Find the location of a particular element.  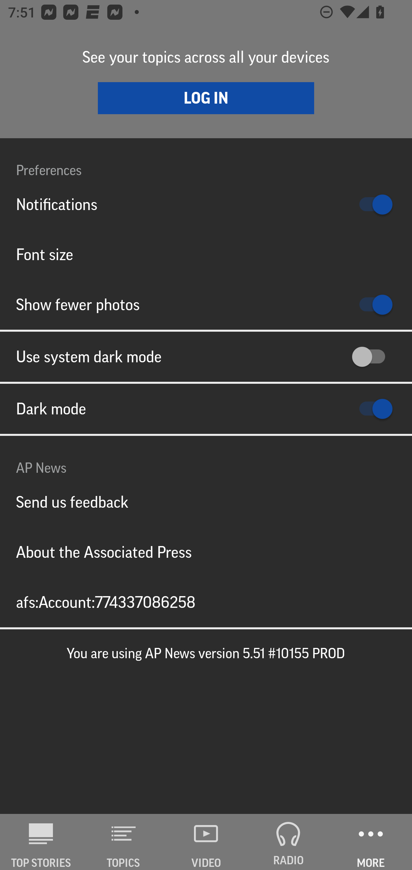

About the Associated Press is located at coordinates (206, 552).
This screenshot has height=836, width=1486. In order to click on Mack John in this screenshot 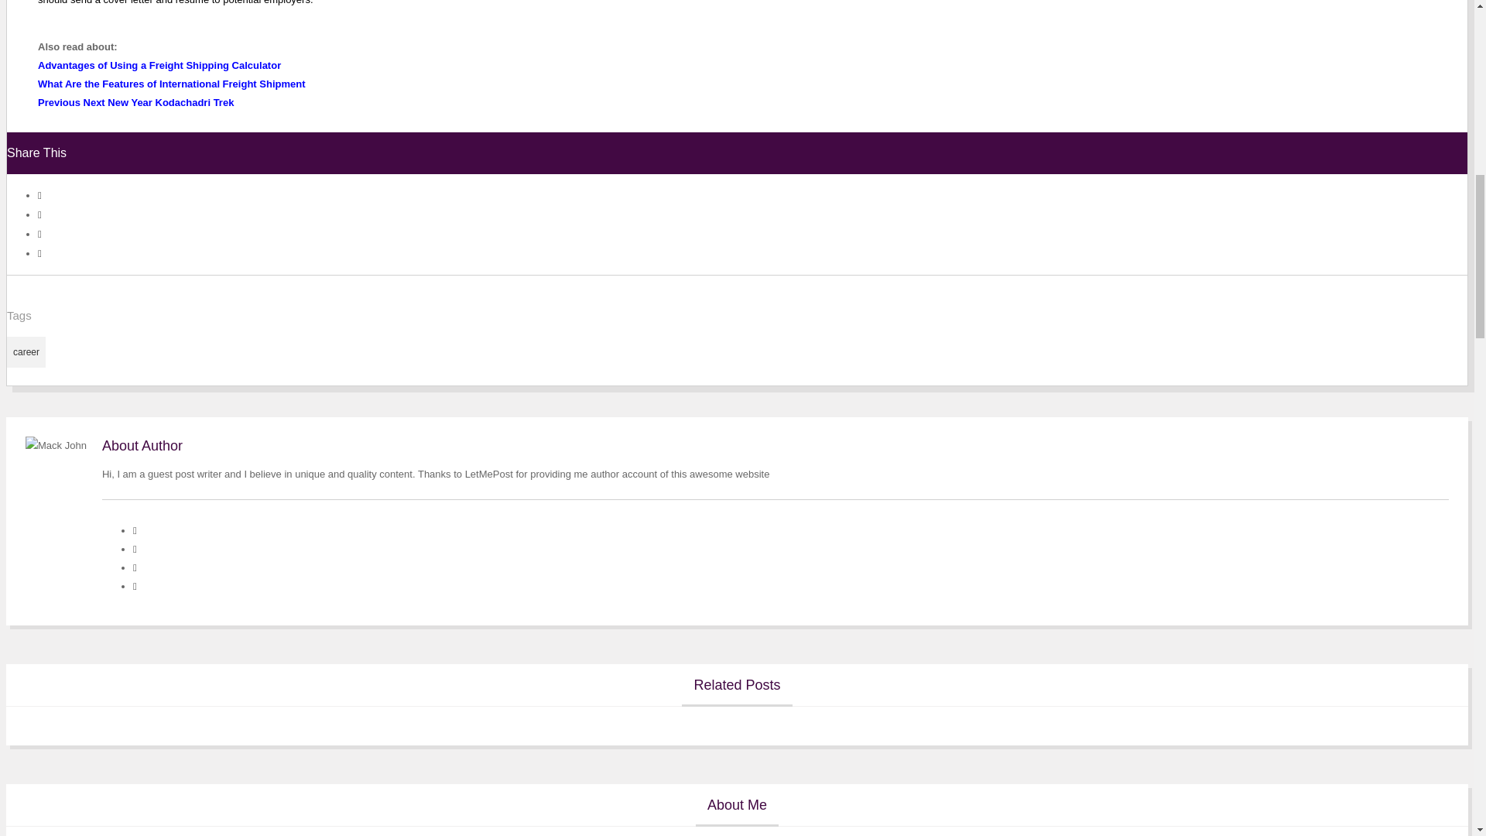, I will do `click(56, 445)`.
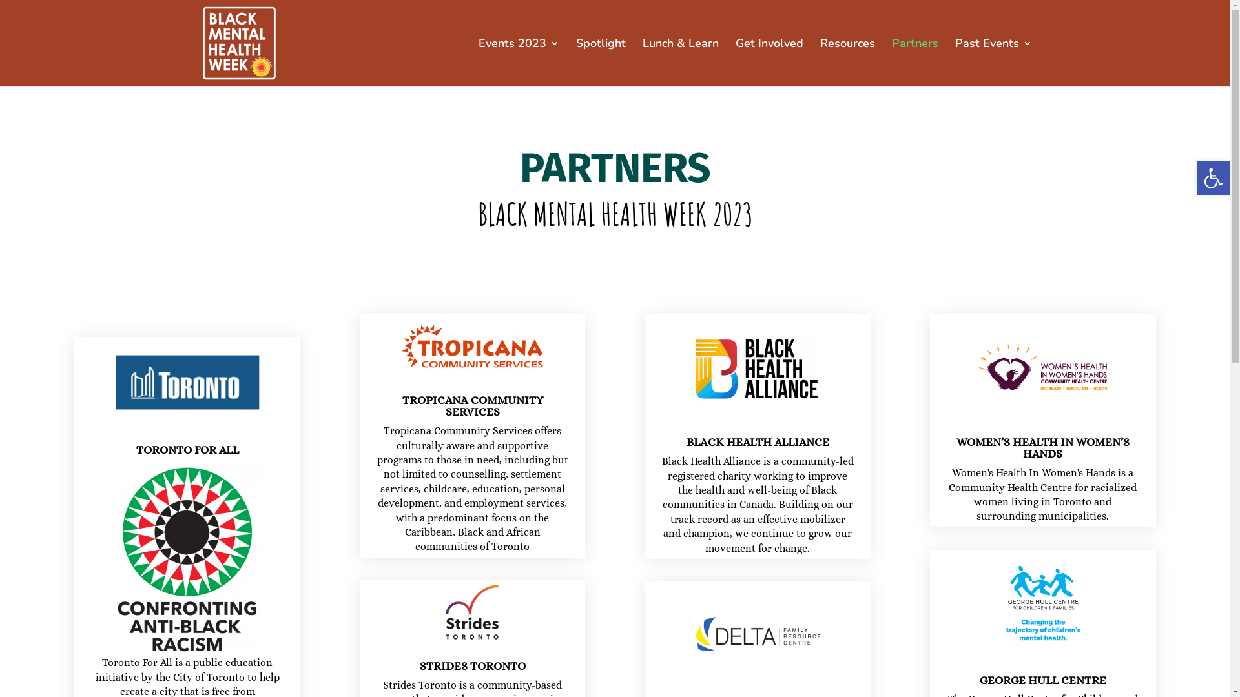  Describe the element at coordinates (1213, 178) in the screenshot. I see `Open toolbar
Accessibility Tools` at that location.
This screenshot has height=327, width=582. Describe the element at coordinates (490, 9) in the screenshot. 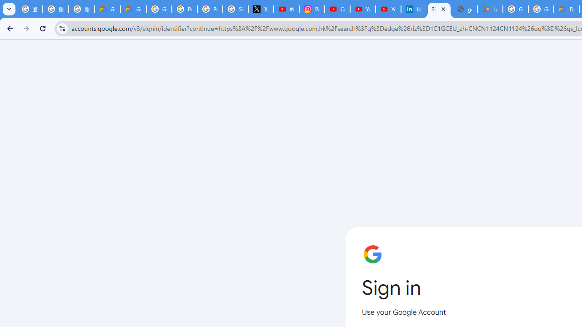

I see `Last Shelter: Survival - Apps on Google Play` at that location.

Your instructions:
Transcribe the span of lines that runs from the line with "This screenshot has height=327, width=582." to the end of the data, both ends included, exactly, with nothing else and no pictures.

Expected answer:
This screenshot has height=327, width=582. Describe the element at coordinates (490, 9) in the screenshot. 

I see `Last Shelter: Survival - Apps on Google Play` at that location.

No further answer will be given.